This was an excellent movie-- entertaining, riveting, stimulating, smart-- smarter than some of the past episodes in the series. It has stayed the top selling movie the second weekend it ran.
I have an unusual relationship with the movie. I read the original 1963 novel, by Pierre Boulle and it was the first time I ever said to myself, "this book should be made into a movie." So, when it came out in 1968, I cut class for the first time in my life to see it on the opening day.
This is the first time that the apes in the film are digitally created and that makes a big difference. Actor Andy Serkis does a brilliant job portraying Caesar, the first ape to be infected with the genetically engineered retrovirus that makes apes smarter.
Watching the movie reminded me of Daniel Quinn's book, Ishmael, which has as its main character, a genius ape who gets the reader thinking about man's place on the planet, among all the other creatures.
The movie unfolds Caesar's gradual awakening as an intelligent being. He decides he should ride in the back seat of the station wagon, not the back of it. He starts to put things together to understand his roots, the ways he's not treated right.
He looks around him at the primate facility he's put into and sees chimps, orangutangs, apes, gorillas-- all acting brutishly, screaming and yelling-- kind of like tea partiers. He sees the apes entertained by violence-- by ape on ape or by the human guard, portrayed by Tom Felton, who played evil Malfoy in the Harry Potter series.
Finally, Caesar takes action and wakes up his fellow apes, organizes and leads them to freedom. It takes some script magic to make that happen.
Watching the movie, I was totally sympathetic with the apes. They were mistreated, abused, oppressed, downtrodden-- kind of like most of the humans on this planet.
The thing is, with humans, you don't have to raise their IQs. You just have to raise their consciousness-- make them aware of the power they possess, the injustices they are suffering and the possibilities that they can free themselves and, if necessary, fight back. For humans who are oppressed, the problem is not other humans. It is corporations.
Once Caesar figured things out, he helped his oppressed fellows to reach for and find freedom.
It was an interesting surprise to see Slumdog Millionaire actress Frieda Pinto play a major role in this latest Apes flick, since I'd seen her star in a smaller movie, Miral , about a Palestinian Israeli girl's waking up to awareness of the injustices heaped upon the Palestinians-- one of the few movies with top actors (Willem Dafoe and Vanessa Redgrave) that explore the maltreatment of the Palestinians. Pinto is a rising star who could easily give Angelina Jolie competition as the next generation Femme Fatale yet could also play the kinds of nuanced roles Annette Benning has played. Rise of The Planet of the Apes
This was an excellent movie-- entertaining, riveting, stimulating, smart-- smarter than some of the past episodes in the series.
I have an unusual relationship with the movie. I read the original 1963 novel, by Pierre Boulle and it was the first time I ever said to myself, "this book should be made into a movie." So, when it came out in 1968, I cut class for the first time in my life to see it on the opening day.
This is the first time that the apes in the film are digitally created and that makes a big difference. Actor Andy Serkis does a brilliant job portraying Caesar, the first ape to be infected with the genetically engineered retrovirus that makes apes smarter.
Watching the movie reminded me of Daniel Quinn's book, Ishmael, which has as its main character, a genius ape who gets the reader thinking about man's place on the planet, among all the other creatures.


**Exercise brief**
Set down all of the data that follows word for word, without the images.

>>>>

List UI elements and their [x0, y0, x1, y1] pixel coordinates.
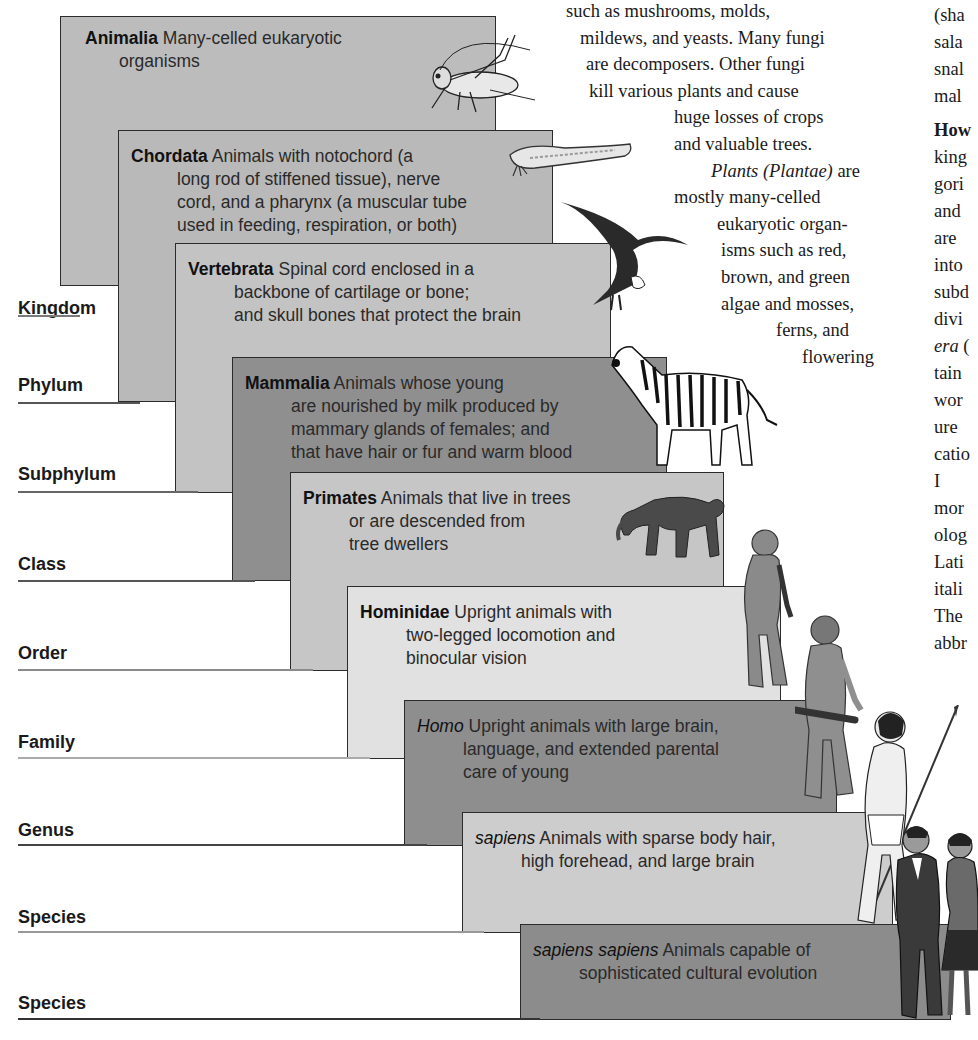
rank-underline — [18, 931, 484, 933]
body-text-line: divi — [934, 306, 963, 333]
body-text-line: mal — [934, 83, 962, 110]
taxon-description-line: Animals whose young — [334, 373, 504, 393]
rank-label: Order — [18, 643, 67, 664]
cricket-icon — [420, 30, 540, 120]
body-text-line: flowering — [802, 344, 874, 371]
taxon-description-line: two-legged locomotion and — [406, 625, 615, 645]
rank-label: Family — [18, 732, 75, 753]
body-text-line: kill various plants and cause — [589, 78, 799, 105]
taxon-description-line: care of young — [463, 762, 569, 782]
body-text-line: king — [934, 144, 967, 171]
body-text-line: catio — [934, 441, 970, 468]
body-text-line: Plants (Plantae) are — [711, 158, 860, 185]
taxon-description: Animalia Many-celled eukaryoticorganisms — [85, 27, 342, 73]
rank-label: Phylum — [18, 375, 83, 396]
taxon-description-line: or are descended from — [349, 511, 525, 531]
taxon-description: Primates Animals that live in treesor ar… — [303, 487, 571, 556]
taxon-description: Homo Upright animals with large brain,la… — [417, 715, 719, 784]
rank-label: Class — [18, 554, 66, 575]
taxon-description: Mammalia Animals whose youngare nourishe… — [245, 372, 572, 464]
body-text-line: era ( — [934, 333, 969, 360]
taxon-box: sapiens sapiens Animals capable ofsophis… — [520, 924, 951, 1020]
taxon-description: sapiens sapiens Animals capable ofsophis… — [533, 939, 817, 985]
body-text-line: Lati — [934, 549, 964, 576]
body-text-line: ferns, and — [776, 317, 849, 344]
taxon-description-line: backbone of cartilage or bone; — [234, 282, 469, 302]
taxon-description-line: Animals that live in trees — [381, 488, 571, 508]
rank-label: Species — [18, 907, 86, 928]
taxon-description-line: that have hair or fur and warm blood — [291, 442, 572, 462]
taxon-description-line: binocular vision — [406, 648, 527, 668]
modern-man-and-woman-icon — [892, 820, 978, 1025]
rank-label: Subphylum — [18, 464, 116, 485]
body-text-line: abbr — [934, 630, 967, 657]
taxon-description: Chordata Animals with notochord (along r… — [131, 145, 467, 237]
body-text-line: The — [934, 603, 963, 630]
body-text-line: (sha — [934, 2, 965, 29]
body-text-line: subd — [934, 279, 969, 306]
taxon-description-line: are nourished by milk produced by — [291, 396, 559, 416]
rank-underline — [18, 669, 313, 671]
body-text-line: ure — [934, 414, 958, 441]
taxon-description: Vertebrata Spinal cord enclosed in aback… — [188, 258, 521, 327]
taxon-name: Homo — [417, 716, 464, 736]
body-text-line: isms such as red, — [721, 237, 846, 264]
taxon-description-line: Animals with notochord (a — [212, 146, 413, 166]
body-text-line: huge losses of crops — [674, 104, 824, 131]
taxon-description-line: Upright animals with — [454, 602, 612, 622]
body-text-line: mildews, and yeasts. Many fungi — [580, 25, 825, 52]
taxon-description-line: high forehead, and large brain — [521, 851, 755, 871]
body-text-line: sala — [934, 29, 963, 56]
monkey-icon — [614, 485, 744, 565]
body-text-line: mostly many-celled — [674, 184, 820, 211]
eagle-icon — [553, 195, 693, 315]
body-text-line: and — [934, 198, 961, 225]
taxon-box: sapiens Animals with sparse body hair,hi… — [462, 812, 893, 933]
body-text-line: gori — [934, 171, 964, 198]
body-text-line: and valuable trees. — [674, 131, 812, 158]
rank-underline — [18, 491, 198, 493]
body-text-line: are decomposers. Other fungi — [586, 51, 805, 78]
body-text-line: into — [934, 252, 963, 279]
taxon-description-line: long rod of stiffened tissue), nerve — [177, 169, 440, 189]
body-text-line: mor — [934, 495, 964, 522]
lancelet-icon — [505, 140, 635, 180]
body-text-line: brown, and green — [721, 264, 850, 291]
rank-label: Species — [18, 993, 86, 1014]
taxon-description-line: Animals capable of — [662, 940, 810, 960]
taxon-name: sapiens sapiens — [533, 940, 659, 960]
taxon-description: Hominidae Upright animals withtwo-legged… — [360, 601, 615, 670]
rank-underline — [18, 1018, 540, 1020]
body-text-line: tain — [934, 360, 962, 387]
taxon-name: Vertebrata — [188, 259, 274, 279]
taxon-description-line: Animals with sparse body hair, — [539, 828, 775, 848]
taxon-description-line: mammary glands of females; and — [291, 419, 550, 439]
taxon-name: Mammalia — [245, 373, 330, 393]
taxon-name: Animalia — [85, 28, 158, 48]
taxon-description-line: and skull bones that protect the brain — [234, 305, 521, 325]
taxon-name: Hominidae — [360, 602, 449, 622]
taxon-description-line: tree dwellers — [349, 534, 448, 554]
body-text-line: olog — [934, 522, 967, 549]
body-text-line: eukaryotic organ- — [717, 211, 848, 238]
taxon-description-line: Many-celled eukaryotic — [163, 28, 342, 48]
body-text-line: snal — [934, 56, 964, 83]
body-text-line: wor — [934, 387, 963, 414]
early-hominid-icon — [735, 525, 795, 695]
body-text-line: How — [934, 117, 971, 144]
rank-underline — [18, 580, 255, 582]
body-text-line: are — [934, 225, 957, 252]
taxon-name: Primates — [303, 488, 377, 508]
rank-underline — [18, 402, 140, 404]
rank-underline — [18, 844, 427, 846]
body-text-line: algae and mosses, — [721, 291, 854, 318]
taxon-description-line: Upright animals with large brain, — [469, 716, 719, 736]
body-text-line: such as mushrooms, molds, — [566, 0, 770, 25]
taxon-description-line: cord, and a pharynx (a muscular tube — [177, 192, 467, 212]
rank-label: Genus — [18, 820, 74, 841]
taxon-description-line: Spinal cord enclosed in a — [278, 259, 474, 279]
taxon-description: sapiens Animals with sparse body hair,hi… — [475, 827, 776, 873]
taxon-name: Chordata — [131, 146, 208, 166]
taxon-description-line: used in feeding, respiration, or both) — [177, 215, 457, 235]
rank-underline — [18, 315, 80, 317]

<<<<

**Response**
List UI elements and their [x0, y0, x1, y1] pixel coordinates.
rank-underline — [18, 931, 484, 933]
body-text-line: divi — [934, 306, 963, 333]
body-text-line: mal — [934, 83, 962, 110]
taxon-description-line: Animals whose young — [334, 373, 504, 393]
rank-label: Order — [18, 643, 67, 664]
cricket-icon — [420, 30, 540, 120]
body-text-line: flowering — [802, 344, 874, 371]
taxon-description-line: two-legged locomotion and — [406, 625, 615, 645]
rank-label: Family — [18, 732, 75, 753]
body-text-line: kill various plants and cause — [589, 78, 799, 105]
taxon-description-line: care of young — [463, 762, 569, 782]
body-text-line: king — [934, 144, 967, 171]
body-text-line: catio — [934, 441, 970, 468]
body-text-line: Plants (Plantae) are — [711, 158, 860, 185]
taxon-description: Animalia Many-celled eukaryoticorganisms — [85, 27, 342, 73]
rank-label: Phylum — [18, 375, 83, 396]
taxon-description-line: or are descended from — [349, 511, 525, 531]
taxon-description: Primates Animals that live in treesor ar… — [303, 487, 571, 556]
taxon-description: Homo Upright animals with large brain,la… — [417, 715, 719, 784]
rank-label: Class — [18, 554, 66, 575]
taxon-description: Mammalia Animals whose youngare nourishe… — [245, 372, 572, 464]
body-text-line: era ( — [934, 333, 969, 360]
taxon-box: sapiens sapiens Animals capable ofsophis… — [520, 924, 951, 1020]
taxon-description: sapiens sapiens Animals capable ofsophis… — [533, 939, 817, 985]
body-text-line: Lati — [934, 549, 964, 576]
body-text-line: ferns, and — [776, 317, 849, 344]
taxon-description-line: backbone of cartilage or bone; — [234, 282, 469, 302]
taxon-description-line: Animals that live in trees — [381, 488, 571, 508]
rank-label: Species — [18, 907, 86, 928]
taxon-description-line: that have hair or fur and warm blood — [291, 442, 572, 462]
taxon-description-line: binocular vision — [406, 648, 527, 668]
modern-man-and-woman-icon — [892, 820, 978, 1025]
rank-label: Subphylum — [18, 464, 116, 485]
body-text-line: abbr — [934, 630, 967, 657]
taxon-description: Chordata Animals with notochord (along r… — [131, 145, 467, 237]
body-text-line: The — [934, 603, 963, 630]
body-text-line: (sha — [934, 2, 965, 29]
body-text-line: subd — [934, 279, 969, 306]
taxon-description-line: are nourished by milk produced by — [291, 396, 559, 416]
rank-underline — [18, 669, 313, 671]
body-text-line: ure — [934, 414, 958, 441]
taxon-description: Vertebrata Spinal cord enclosed in aback… — [188, 258, 521, 327]
taxon-name: Homo — [417, 716, 464, 736]
body-text-line: isms such as red, — [721, 237, 846, 264]
taxon-description-line: Animals with notochord (a — [212, 146, 413, 166]
body-text-line: huge losses of crops — [674, 104, 824, 131]
taxon-description-line: Upright animals with — [454, 602, 612, 622]
body-text-line: mildews, and yeasts. Many fungi — [580, 25, 825, 52]
taxon-description-line: high forehead, and large brain — [521, 851, 755, 871]
body-text-line: sala — [934, 29, 963, 56]
monkey-icon — [614, 485, 744, 565]
body-text-line: mostly many-celled — [674, 184, 820, 211]
eagle-icon — [553, 195, 693, 315]
body-text-line: and — [934, 198, 961, 225]
taxon-box: sapiens Animals with sparse body hair,hi… — [462, 812, 893, 933]
body-text-line: gori — [934, 171, 964, 198]
body-text-line: and valuable trees. — [674, 131, 812, 158]
rank-underline — [18, 491, 198, 493]
body-text-line: are decomposers. Other fungi — [586, 51, 805, 78]
body-text-line: into — [934, 252, 963, 279]
taxon-description-line: long rod of stiffened tissue), nerve — [177, 169, 440, 189]
body-text-line: mor — [934, 495, 964, 522]
lancelet-icon — [505, 140, 635, 180]
body-text-line: brown, and green — [721, 264, 850, 291]
rank-label: Species — [18, 993, 86, 1014]
taxon-description-line: Animals capable of — [662, 940, 810, 960]
taxon-name: sapiens sapiens — [533, 940, 659, 960]
taxon-description: Hominidae Upright animals withtwo-legged… — [360, 601, 615, 670]
rank-underline — [18, 1018, 540, 1020]
body-text-line: tain — [934, 360, 962, 387]
taxon-name: Vertebrata — [188, 259, 274, 279]
taxon-description-line: Animals with sparse body hair, — [539, 828, 775, 848]
taxon-description-line: mammary glands of females; and — [291, 419, 550, 439]
taxon-name: Mammalia — [245, 373, 330, 393]
taxon-name: Animalia — [85, 28, 158, 48]
taxon-description-line: and skull bones that protect the brain — [234, 305, 521, 325]
taxon-name: Hominidae — [360, 602, 449, 622]
taxon-description-line: tree dwellers — [349, 534, 448, 554]
body-text-line: olog — [934, 522, 967, 549]
body-text-line: eukaryotic organ- — [717, 211, 848, 238]
taxon-description-line: Many-celled eukaryotic — [163, 28, 342, 48]
body-text-line: snal — [934, 56, 964, 83]
body-text-line: wor — [934, 387, 963, 414]
early-hominid-icon — [735, 525, 795, 695]
body-text-line: How — [934, 117, 971, 144]
rank-underline — [18, 580, 255, 582]
body-text-line: are — [934, 225, 957, 252]
taxon-name: Primates — [303, 488, 377, 508]
rank-underline — [18, 402, 140, 404]
rank-underline — [18, 844, 427, 846]
body-text-line: algae and mosses, — [721, 291, 854, 318]
taxon-description-line: Upright animals with large brain, — [469, 716, 719, 736]
body-text-line: such as mushrooms, molds, — [566, 0, 770, 25]
taxon-description-line: cord, and a pharynx (a muscular tube — [177, 192, 467, 212]
rank-label: Genus — [18, 820, 74, 841]
taxon-description-line: Spinal cord enclosed in a — [278, 259, 474, 279]
taxon-description: sapiens Animals with sparse body hair,hi… — [475, 827, 776, 873]
taxon-name: Chordata — [131, 146, 208, 166]
taxon-description-line: used in feeding, respiration, or both) — [177, 215, 457, 235]
rank-underline — [18, 315, 80, 317]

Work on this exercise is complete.